One of the mistakes that I see a lot of product managers make is they over index on people who are going to be unhappy with the products they're launching... Design it for the bigger number of people who are going to be using it tomorrow.
Build for tomorrow's users, not today's complainers
Strategy → Prioritization
We used to have this rule, the 80/20 rule, where it's like you can't just build for that 20, I don't think we made this up by the way. I think this is a common thing, but we'd always refer to it and say, we want to be building for the 80%, and even though the 20% are going to be more vocal.
I think it's better to solve a small number of people's problem really well than trying to solve a large number of people's problem not very well at all.
When you are an early stage company, the worst thing you can do is try to be everything to everyone because you don't have enough runway. You just don't have enough of anything to do that successfully.
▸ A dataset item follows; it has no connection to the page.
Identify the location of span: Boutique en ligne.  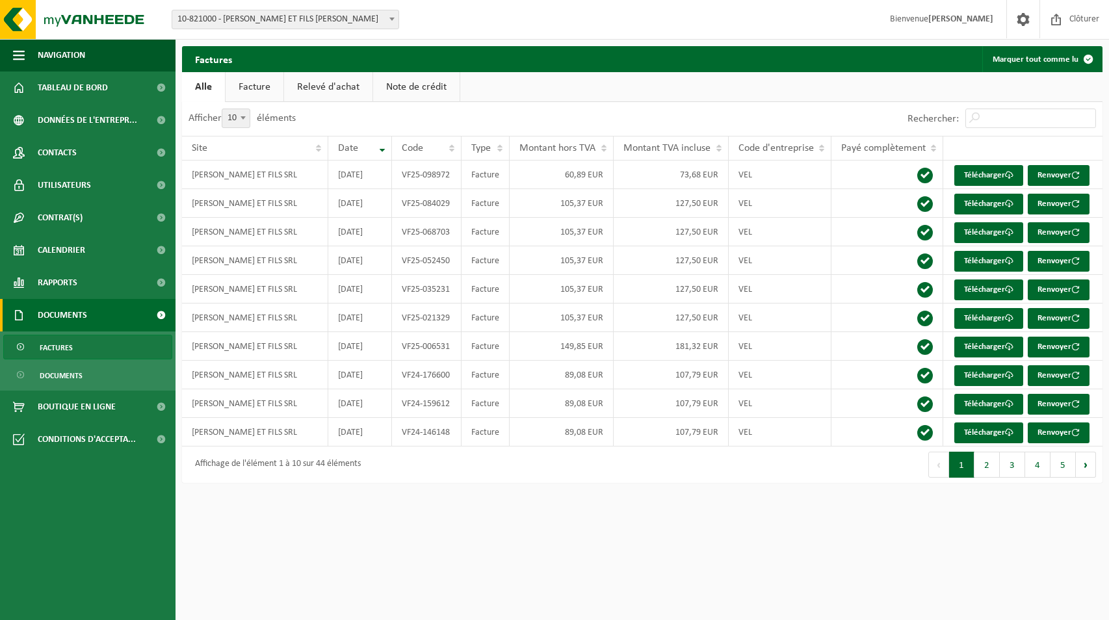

And the hardest thing I think about building these marketplaces is that the ambition can often feel like this sun, like the heat of the sun that's trying to warm everything up, and you're going after this big market, warming the ocean. And I think that, really, what the the best, ambitious founders do is they focus that ambition like a laser beam on a small market, the thimble.
The only way to get to that place, to get to that moment of real dominance where you have this winner take most dynamic is that you have to tip your market, and that's the only scalable way to do that, and that's what level two is. And so, how do you maximize your chance of tipping a market? You have to focus on a really constrained opportunity, and that is level one.